Gerard Meijer reported on his dealings with the major Dutch publishers and was visibly fed up. Next to overcharging libraries, the non-disclosure agreements in the contracts particularly met his wrath. As civil servants or politicians accountable to the public, it is simply not admissible that money is spent on contracts whose precise deliverables and costs are unknown. In my personal view, Meijer  and the Dutch deputy minister Dekker have had it with the big publishers and will push hard for OA with acceptable terms. Also see the joint statement of Dekker and Commissioner Moedas.

Other issues

Book publishing in the Humanities

One point which was repeatedly made was that the Humanities had less money in the system than STEM disciplines. As a result, author charges are less of an option. If the budget of a research project is only 20,000 EUR, an APC of 1000 EUR or a book processing charge of 5,000 EUR hurts. Therefore, Humanities should follow a different route than the STEM disciplines, it is argued. While it is true that Humanities have less money, I am not convinced that APCs/BPCs are not affordable. As the MPDL study has shown, the money is actually available in the system, but it is tied up in subscription/library costs. It is in principle conceivable to free that money and divert it to APCs/BPCs.

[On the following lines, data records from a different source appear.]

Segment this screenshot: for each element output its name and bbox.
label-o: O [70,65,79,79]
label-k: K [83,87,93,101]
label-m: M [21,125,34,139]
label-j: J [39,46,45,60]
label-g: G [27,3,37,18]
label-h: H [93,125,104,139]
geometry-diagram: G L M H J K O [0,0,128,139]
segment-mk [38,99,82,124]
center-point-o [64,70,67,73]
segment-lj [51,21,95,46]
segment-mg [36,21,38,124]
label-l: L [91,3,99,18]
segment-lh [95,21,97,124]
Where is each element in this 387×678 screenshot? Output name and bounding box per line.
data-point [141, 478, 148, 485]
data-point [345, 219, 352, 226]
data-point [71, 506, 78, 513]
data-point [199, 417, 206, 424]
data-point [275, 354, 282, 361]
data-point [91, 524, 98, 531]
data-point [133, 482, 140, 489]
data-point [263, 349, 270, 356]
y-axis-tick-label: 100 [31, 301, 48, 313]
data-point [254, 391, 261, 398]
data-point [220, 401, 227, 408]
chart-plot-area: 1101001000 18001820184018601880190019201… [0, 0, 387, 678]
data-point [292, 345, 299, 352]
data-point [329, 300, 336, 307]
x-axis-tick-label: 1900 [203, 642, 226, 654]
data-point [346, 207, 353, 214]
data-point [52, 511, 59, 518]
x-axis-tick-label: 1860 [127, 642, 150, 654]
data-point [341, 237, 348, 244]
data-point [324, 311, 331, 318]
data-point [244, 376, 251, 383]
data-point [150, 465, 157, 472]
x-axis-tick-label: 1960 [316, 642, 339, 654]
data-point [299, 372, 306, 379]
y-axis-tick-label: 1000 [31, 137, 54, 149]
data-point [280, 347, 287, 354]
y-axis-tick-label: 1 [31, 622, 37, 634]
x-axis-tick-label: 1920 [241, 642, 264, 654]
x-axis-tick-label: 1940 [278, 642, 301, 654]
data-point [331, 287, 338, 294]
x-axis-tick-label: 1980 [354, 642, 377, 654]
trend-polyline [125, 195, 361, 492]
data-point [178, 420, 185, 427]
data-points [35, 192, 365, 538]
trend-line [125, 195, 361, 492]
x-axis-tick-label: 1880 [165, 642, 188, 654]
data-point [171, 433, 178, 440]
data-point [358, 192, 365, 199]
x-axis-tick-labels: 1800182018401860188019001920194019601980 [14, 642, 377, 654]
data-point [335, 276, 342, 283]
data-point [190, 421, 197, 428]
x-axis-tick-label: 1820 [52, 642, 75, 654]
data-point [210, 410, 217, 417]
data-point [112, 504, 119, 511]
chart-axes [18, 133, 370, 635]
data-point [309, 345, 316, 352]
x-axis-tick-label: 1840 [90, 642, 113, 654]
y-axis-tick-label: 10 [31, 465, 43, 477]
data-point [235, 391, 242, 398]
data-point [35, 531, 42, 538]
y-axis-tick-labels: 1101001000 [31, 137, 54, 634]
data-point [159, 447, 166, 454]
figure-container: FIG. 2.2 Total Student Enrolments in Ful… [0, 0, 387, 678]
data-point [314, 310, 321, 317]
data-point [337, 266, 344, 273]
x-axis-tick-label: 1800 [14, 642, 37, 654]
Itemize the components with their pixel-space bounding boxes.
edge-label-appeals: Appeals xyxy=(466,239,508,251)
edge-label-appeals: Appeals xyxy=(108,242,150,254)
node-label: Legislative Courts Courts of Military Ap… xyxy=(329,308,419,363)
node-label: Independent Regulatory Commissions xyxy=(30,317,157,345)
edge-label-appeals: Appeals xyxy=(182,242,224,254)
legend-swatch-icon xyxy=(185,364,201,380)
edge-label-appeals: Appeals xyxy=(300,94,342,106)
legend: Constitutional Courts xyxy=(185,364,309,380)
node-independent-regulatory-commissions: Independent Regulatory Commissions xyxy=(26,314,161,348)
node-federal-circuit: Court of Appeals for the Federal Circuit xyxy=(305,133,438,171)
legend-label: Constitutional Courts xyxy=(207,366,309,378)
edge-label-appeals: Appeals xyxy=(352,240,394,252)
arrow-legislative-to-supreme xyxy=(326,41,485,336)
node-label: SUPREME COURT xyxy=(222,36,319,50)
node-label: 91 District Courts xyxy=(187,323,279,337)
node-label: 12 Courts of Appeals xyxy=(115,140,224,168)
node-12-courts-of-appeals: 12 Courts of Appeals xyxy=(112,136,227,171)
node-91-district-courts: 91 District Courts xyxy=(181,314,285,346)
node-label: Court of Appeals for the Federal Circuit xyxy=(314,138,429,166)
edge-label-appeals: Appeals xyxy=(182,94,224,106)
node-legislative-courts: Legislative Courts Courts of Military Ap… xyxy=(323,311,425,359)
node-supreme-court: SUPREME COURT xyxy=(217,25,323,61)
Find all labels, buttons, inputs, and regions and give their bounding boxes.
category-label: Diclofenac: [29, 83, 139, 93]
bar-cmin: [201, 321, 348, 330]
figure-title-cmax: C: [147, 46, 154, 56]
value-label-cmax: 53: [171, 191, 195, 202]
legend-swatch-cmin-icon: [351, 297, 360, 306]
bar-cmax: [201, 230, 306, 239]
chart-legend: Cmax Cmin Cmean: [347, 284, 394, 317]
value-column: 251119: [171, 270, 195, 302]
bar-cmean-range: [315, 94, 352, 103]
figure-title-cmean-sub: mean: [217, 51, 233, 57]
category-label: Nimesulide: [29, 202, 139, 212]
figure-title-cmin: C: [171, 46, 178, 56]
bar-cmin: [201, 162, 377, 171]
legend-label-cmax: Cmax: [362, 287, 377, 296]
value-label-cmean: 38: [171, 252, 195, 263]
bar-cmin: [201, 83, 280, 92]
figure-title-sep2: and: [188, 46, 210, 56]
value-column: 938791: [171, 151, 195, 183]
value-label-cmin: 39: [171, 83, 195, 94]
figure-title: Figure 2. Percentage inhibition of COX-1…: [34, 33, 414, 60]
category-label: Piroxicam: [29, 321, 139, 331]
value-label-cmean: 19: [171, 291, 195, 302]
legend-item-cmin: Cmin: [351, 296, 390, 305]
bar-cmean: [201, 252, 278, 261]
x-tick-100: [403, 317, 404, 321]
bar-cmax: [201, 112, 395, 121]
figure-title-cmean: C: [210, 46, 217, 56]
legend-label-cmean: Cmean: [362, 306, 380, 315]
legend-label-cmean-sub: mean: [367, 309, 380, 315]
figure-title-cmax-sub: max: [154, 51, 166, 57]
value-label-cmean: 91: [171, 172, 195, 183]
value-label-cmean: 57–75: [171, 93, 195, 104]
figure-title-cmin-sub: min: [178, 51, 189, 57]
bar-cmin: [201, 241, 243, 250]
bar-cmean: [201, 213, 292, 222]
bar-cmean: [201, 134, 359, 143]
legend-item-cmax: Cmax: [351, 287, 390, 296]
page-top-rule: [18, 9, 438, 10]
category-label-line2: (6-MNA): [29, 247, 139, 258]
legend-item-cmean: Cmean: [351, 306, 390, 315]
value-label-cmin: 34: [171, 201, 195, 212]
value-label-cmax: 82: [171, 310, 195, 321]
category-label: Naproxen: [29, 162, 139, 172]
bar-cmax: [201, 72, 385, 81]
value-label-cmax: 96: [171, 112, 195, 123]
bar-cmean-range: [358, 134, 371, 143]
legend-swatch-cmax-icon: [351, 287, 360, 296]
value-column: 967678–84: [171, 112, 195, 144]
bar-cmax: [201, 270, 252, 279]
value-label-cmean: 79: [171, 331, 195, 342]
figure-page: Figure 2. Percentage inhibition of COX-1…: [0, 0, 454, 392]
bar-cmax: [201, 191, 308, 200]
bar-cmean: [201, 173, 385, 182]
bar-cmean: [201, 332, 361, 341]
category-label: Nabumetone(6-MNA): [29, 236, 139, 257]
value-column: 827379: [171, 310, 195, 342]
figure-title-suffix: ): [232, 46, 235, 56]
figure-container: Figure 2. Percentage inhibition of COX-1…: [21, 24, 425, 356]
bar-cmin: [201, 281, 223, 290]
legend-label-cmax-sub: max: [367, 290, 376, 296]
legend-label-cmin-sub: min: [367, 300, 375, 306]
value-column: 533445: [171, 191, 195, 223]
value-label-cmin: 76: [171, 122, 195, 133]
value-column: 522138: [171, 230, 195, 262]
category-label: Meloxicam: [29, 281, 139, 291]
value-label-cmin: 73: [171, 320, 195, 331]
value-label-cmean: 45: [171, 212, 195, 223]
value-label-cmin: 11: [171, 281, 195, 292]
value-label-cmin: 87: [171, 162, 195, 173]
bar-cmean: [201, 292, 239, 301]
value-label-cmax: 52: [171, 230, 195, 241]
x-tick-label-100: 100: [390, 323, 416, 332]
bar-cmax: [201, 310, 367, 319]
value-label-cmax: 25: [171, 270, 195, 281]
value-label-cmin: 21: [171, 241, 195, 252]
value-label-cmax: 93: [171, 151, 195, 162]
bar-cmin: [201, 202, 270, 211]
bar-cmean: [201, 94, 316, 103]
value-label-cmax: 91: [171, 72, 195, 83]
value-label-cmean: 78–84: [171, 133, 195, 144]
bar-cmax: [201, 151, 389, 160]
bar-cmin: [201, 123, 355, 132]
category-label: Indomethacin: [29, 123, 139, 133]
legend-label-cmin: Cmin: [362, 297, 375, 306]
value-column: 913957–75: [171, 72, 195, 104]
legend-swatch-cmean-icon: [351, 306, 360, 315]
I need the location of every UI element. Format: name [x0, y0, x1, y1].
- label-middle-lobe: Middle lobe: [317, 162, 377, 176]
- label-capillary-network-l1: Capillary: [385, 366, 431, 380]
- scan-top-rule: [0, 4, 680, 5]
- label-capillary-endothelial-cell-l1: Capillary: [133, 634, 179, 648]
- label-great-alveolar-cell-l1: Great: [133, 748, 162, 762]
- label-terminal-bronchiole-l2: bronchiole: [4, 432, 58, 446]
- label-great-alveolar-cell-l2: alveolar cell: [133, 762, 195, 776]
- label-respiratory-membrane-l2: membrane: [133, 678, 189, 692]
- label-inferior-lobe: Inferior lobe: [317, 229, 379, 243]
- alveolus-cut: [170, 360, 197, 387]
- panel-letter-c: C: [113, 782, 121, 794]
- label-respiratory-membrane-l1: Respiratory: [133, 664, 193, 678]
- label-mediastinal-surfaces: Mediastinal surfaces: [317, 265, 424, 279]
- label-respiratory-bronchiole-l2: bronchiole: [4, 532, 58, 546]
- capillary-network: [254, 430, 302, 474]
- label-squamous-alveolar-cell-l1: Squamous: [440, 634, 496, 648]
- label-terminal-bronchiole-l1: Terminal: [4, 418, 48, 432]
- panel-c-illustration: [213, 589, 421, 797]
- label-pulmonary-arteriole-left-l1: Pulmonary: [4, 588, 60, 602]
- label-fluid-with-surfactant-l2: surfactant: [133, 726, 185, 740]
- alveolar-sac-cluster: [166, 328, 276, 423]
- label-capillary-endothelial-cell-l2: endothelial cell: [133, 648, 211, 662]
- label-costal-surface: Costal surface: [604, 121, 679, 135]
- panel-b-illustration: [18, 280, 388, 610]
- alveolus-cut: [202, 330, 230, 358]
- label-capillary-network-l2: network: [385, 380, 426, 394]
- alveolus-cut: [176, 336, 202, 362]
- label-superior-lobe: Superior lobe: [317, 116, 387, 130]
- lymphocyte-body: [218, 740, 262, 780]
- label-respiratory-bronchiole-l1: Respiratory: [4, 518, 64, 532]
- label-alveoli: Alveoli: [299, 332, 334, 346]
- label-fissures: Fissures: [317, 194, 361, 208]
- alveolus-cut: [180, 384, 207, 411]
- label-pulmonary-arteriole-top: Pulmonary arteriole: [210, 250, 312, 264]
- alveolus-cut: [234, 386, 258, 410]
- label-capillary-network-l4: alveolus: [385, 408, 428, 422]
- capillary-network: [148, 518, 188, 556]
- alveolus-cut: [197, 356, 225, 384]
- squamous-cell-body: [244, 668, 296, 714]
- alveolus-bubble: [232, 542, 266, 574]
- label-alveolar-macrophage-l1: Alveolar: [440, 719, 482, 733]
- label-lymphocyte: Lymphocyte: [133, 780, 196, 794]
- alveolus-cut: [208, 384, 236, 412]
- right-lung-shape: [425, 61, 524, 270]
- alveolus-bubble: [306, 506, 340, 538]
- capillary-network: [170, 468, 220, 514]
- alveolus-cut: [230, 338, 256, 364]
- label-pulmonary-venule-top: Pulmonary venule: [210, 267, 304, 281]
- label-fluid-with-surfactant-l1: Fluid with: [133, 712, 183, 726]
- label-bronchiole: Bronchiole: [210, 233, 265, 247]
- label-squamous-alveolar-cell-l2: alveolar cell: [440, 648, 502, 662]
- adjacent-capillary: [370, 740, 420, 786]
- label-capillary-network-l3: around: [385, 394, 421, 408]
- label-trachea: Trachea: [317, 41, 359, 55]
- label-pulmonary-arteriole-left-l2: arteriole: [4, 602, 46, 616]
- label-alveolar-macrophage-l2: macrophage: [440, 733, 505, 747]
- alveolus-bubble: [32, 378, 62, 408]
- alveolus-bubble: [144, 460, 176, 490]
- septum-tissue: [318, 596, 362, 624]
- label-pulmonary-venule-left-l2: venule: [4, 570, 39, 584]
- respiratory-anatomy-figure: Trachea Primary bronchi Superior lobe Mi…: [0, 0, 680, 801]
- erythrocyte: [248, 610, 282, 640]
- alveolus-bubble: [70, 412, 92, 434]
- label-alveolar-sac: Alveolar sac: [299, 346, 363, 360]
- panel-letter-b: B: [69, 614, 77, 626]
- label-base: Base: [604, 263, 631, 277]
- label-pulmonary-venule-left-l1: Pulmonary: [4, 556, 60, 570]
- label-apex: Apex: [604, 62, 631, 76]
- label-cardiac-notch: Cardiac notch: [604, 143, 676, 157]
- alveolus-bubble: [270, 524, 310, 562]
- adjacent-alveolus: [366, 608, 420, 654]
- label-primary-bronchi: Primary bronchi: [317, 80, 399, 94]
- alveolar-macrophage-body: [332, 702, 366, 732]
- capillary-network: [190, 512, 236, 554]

But this raises another question: if the state gives money to the universities, which give it to the libraries, and if many many libraries give their money to Open Lib Hums: would the state not be better off directly funding publishing initiatives like Open Lib Hums rather than incurring the administrative overhead of splitting up the money among 100 institutions, channeling it and then pooling it again? The answer to this question is left as an exercise for the reader.

Summary

The meeting was very informative and very exciting. My apologies to all presenters who are not included in this summary. The meeting was a thriving fair of ideas, and most certainly inspired more than one person to try whether they could take over some of the concepts presented.

One thing I found curious: the meeting was organised by a political body, the European Commission. But actually, there were very few calls for political action like laws or investment programs. Other OA meetings I have attended were rife with whining or rants against the publishers. This one was different. No whining, no rants. If the terms of the publishers don’t fit, we will simply walk away, as LingOA shows on a small scale and the Netherlands show on a large scale.

Still, I do think that there is room for action by the EU/EC. I would suggest to fund a study to evaluate the different funding models as to their soundness, robustness and scalability. Furthermore, I would suggest that there should be an independent source of funding for APCs/BPCs for disciplines outside the money-heavy STEM fields. Max Planck, again, has shown that setting up an extra publication fond outside of the institution budgets will make the transition much easier. And as their study has shown, that money is easily earned back by lower subscription/purchase costs.